Reading Online Novel

For His Eyes Only(56)



                But this was a tiny crack and through it other questions flooded in. Not just what had caused the rift, but where could a hurting teenage boy with no family have gone?

                She tried to imagine herself in that situation. Imagine that instead of hiding out in the shed, she’d run away. It happened every day. Teenagers running away from situations they couldn’t handle.

                Where would she have run to? How would she have lived?

                How would she have felt returning home after sixteen years, a stranger, changed beyond recognition from the cossetted girl who’d painted her nails, pinned up her hair, put on a new dress and sparkly shoes to go to a school disco?

                He’d shown no interest, no emotional attachment to the property until that security guard had ordered him to leave but then the claim had been instinctive. Possessive.

                ‘This is my land...’

                She looked around her. Darius had lived here while he was growing up, going to school. All his formative years had been spent roaming the estate. In this house. It had made him who he was, given him the strength to survive on his own. She would have expected a photograph on the desk, on the bedside table. There was nothing, but there had to be traces of him here. His room...

                When she’d visited the Chase in order to prepare the details for the kind of glossy sales brochure a house of this importance demanded, there had been a team of them from Morgan and Black, walking the land, detailing the outbuildings, the cottages, the boathouse. Inside, she had concentrated on the main reception and bedrooms while junior staff had gone through the minor rooms, the attics.

                She arranged the desk to look as if the writer had just left it for a moment, took photographs of that and the view from the window, then picked up the folder and went in search of the room which had been Darius Hadley’s private space.

                She found it at the far end of the first floor corridor. Grander than most bedrooms, with a high ceiling, tall windows looking out over the park and furnished with pieces that had obviously been in the house for centuries. And yet it was still recognisable for what it was. A boy’s bedroom. Unchanged since he’d abandoned it.

                Her brother Tom was about the same age and he’d had the same poster above his bed, the same books on his shelves.

                The similarity ended with the books and posters. Tom had always known what he wanted to do and by the time he was seventeen he’d had a skeleton in his room, medical diagrams on the walls.

                Darius, too, had been focused on the future. There were wall-to-wall drawings, tacked up with pins, curling at the edges.

                One of them, the drawing of a laughing retriever, each curl of his coat, each feather of his tail so full of life that he looked as if he was about to bound off the paper after a rabbit.

                On a worktable lay a folder filled with watercolours. Distant views of the house, the hills, the birds and animals that roamed the estate. The faint scent of linseed oil still clung to an easel leaning against a far wall. She opened a wooden box stacked beside it. Brushes, dried up tubes of paint. He’d moved on from sketches and watercolours to oil, but none of those were here.

                She turned to the wardrobe and a lump formed in her throat as she saw his clothes. A pair of riding boots, walking shoes, battered old trainers bearing the shape of his youthful foot lined up beneath shirts, a school uniform, jackets, a suit and, in a suit bag from a Savile Row tailor, what must have been his first tux, never worn.

                What kind of a life had he had here? Privileged, without a doubt, and yet he’d apparently walked away from it, leaving everything behind. His clothes, his art, his life.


Your goal — Scan the material below for "forest", then return each line that contains it.

Study material —
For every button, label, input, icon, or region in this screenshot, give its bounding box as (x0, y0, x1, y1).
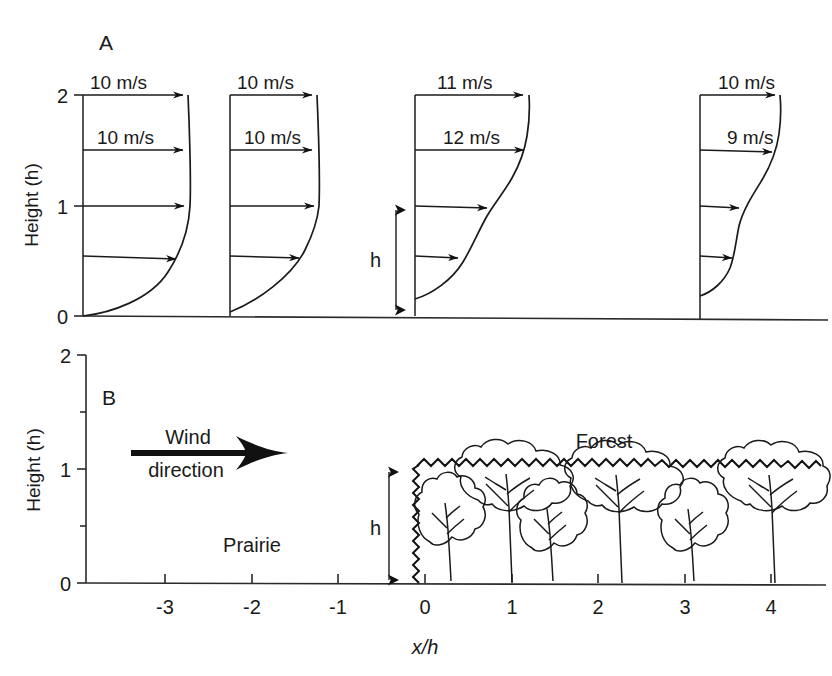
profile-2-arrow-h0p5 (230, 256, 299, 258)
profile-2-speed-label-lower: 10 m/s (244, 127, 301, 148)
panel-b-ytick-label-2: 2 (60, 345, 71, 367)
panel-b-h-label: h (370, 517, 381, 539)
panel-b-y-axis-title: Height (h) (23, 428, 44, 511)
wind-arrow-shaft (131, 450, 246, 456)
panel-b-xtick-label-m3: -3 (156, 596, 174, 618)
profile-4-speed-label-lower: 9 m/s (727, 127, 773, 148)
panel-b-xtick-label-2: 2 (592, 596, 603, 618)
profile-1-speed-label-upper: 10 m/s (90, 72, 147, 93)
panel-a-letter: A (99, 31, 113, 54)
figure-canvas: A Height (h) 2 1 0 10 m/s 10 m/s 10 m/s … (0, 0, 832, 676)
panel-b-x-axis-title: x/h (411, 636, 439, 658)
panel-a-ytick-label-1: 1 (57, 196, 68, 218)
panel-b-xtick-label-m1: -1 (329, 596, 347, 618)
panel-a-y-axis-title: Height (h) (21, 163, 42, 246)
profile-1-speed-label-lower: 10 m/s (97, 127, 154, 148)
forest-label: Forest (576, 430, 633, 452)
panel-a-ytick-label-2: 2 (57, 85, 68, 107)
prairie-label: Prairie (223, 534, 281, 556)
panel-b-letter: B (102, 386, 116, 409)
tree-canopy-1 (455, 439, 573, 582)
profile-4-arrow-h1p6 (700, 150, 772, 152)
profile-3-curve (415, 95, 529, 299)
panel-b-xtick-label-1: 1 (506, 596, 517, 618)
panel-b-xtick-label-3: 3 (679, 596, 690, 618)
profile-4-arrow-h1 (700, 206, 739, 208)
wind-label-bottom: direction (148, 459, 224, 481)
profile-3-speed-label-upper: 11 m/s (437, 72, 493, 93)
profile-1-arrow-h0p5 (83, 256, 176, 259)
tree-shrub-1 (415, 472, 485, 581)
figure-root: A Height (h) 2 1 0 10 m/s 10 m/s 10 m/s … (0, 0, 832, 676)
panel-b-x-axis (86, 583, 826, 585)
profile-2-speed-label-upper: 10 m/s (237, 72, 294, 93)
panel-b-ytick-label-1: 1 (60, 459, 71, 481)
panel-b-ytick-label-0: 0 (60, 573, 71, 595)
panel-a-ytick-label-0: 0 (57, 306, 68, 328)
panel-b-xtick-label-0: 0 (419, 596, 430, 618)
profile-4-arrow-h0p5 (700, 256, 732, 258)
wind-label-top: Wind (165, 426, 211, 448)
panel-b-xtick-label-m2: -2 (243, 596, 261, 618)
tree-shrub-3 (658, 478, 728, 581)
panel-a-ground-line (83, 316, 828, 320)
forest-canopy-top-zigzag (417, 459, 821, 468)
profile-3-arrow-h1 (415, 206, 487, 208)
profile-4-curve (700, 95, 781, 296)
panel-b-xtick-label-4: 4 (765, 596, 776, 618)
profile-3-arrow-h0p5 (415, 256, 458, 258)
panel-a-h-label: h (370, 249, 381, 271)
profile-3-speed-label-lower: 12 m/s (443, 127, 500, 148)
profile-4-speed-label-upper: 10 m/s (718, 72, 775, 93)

Exercise output —
forest-label: Forest (576, 430, 633, 452)
forest-canopy-top-zigzag (417, 459, 821, 468)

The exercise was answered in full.